Installing InfluxDB begins with understanding its role as a purpose-built time series database for high‑availability ingestion and analysis of metrics and events. This guide walks through preparation, deployment, and initial configuration so your environment is ready for fast, scalable data collection.
Choosing the right InfluxDB edition and platform
InfluxDB is available as InfluxDB OSS, InfluxDB Cloud, and InfluxDB Enterprise, each with different operational models and feature sets. For local development, learning, and many edge scenarios, InfluxDB OSS provides a complete open source stack including Flux, retention policies, and continuous queries. If you require multi-tenancy, enhanced security, or enterprise support, evaluate the enterprise or cloud offerings against your compliance, scalability, and budget requirements. Consider OS support, architecture (x86_64 or ARM), and whether you prefer binary packages, containers, or infrastructure as code templates when planning your installation.
Package managers, binaries, and container images
On Linux, you can install InfluxDB using native package managers for simplified updates and service integration. For Debian and Ubuntu, add the InfluxData repository and install the influxdb package; on RHEL, CentOS, and Fedora, use the corresponding yum or dnf repository. Alternatively, download the platform-specific tarball, extract the binaries, and manage services with systemd or your init system. On macOS, Homebrew provides a reliable installation flow, while Windows users can leverage scoop or the MSI installer. For consistent environments across development and production, pull the official InfluxDB Docker image and leverage container orchestration when deploying at scale.
Installing InfluxDB OSS on Linux with APT and systemd
To install InfluxDB OSS on Debian‑based systems, first add the official repository and GPG key, then update your package index and install. The package configures a systemd unit, enabling the daemon to start on boot and integrate with standard service management tools. After installation, verify the unit status, inspect logs for any startup issues, and confirm the default HTTP API port is reachable. This approach ensures automatic restarts, logging integration, and manageable updates through your distribution’s patch workflow.
Step‑by‑step APT installation and service checks
Begin by installing required utilities, adding the InfluxData repository, and importing the signing key, then update and install influxdb. Enable and start the service, and use systemctl and journalctl to confirm healthy operation. Create a basic retention policy and user to validate write and query capabilities, ensuring authentication is enabled before exposing the instance to a network. These steps form a reliable baseline for both single‑node deployments and initial cluster testing.
Installing on macOS and Windows for development
On macOS, use Homebrew to install InfluxDB with a straightforward tap and brew install workflow, then start the service via the brewed launch agent or run influxd manually for quick experimentation. On Windows, the MSI provides an intuitive installer that configures paths and services, while scoop offers a command‑line alternative familiar to scripting users. For both platforms, verify the process is listening on the default ports and that the influx CLI can connect locally before creating databases and users. Keep development instances isolated and avoid running production workloads on desktop environments without additional hardening.
Running InfluxDB with Docker and Kubernetes
Using Docker, pull the official image and run with mapped ports and a data volume to persist metrics across restarts. Define environment variables for initial admin setup, or supply a configuration file to tune storage, compaction, and HTTP settings. In Kubernetes, deploy via Helm or raw manifests, leveraging StatefulSets for stable network identities and persistent volumes for high‑performance storage. Configure resource limits, node selectors, and affinity rules to align with cluster capacity, and expose services through Ingress or LoadBalancer depending on your networking strategy.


Exercise details: All lines below containing "screenshot" are to be listed.

[Saved data entries]
[Start of section]
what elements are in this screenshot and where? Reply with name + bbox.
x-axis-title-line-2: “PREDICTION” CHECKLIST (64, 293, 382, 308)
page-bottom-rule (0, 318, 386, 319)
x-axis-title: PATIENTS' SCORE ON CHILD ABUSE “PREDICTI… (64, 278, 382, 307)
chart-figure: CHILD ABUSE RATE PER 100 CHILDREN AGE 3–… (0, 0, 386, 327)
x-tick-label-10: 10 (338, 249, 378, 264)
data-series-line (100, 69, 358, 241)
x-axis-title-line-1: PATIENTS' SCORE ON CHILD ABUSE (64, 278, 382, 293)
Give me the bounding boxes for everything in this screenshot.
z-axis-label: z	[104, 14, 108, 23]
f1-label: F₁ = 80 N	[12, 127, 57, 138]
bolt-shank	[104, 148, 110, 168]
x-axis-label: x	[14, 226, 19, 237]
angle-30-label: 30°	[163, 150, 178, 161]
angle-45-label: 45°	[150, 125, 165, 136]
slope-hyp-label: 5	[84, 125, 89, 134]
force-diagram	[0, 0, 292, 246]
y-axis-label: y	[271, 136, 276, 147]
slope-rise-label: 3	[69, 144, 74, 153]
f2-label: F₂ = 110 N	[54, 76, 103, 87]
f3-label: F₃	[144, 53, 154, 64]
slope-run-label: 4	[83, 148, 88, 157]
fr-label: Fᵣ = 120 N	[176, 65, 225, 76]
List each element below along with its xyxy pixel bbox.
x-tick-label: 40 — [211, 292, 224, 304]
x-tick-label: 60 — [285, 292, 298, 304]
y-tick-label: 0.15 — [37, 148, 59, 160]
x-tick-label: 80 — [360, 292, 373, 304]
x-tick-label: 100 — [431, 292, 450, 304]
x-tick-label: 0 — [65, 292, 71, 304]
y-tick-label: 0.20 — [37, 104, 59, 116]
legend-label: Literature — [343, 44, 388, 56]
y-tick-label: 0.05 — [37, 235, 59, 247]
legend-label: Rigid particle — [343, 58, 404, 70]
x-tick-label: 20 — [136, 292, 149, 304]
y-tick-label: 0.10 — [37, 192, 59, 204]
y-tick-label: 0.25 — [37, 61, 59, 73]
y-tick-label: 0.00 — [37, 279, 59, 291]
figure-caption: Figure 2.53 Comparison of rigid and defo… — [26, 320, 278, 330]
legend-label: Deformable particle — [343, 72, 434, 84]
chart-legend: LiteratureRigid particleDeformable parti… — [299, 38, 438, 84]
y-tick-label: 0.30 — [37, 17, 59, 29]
[End of section]
Output below:
what elements are in this screenshot and where? Reply with name + bbox.
Give me the bounding boxes for everything in this screenshot.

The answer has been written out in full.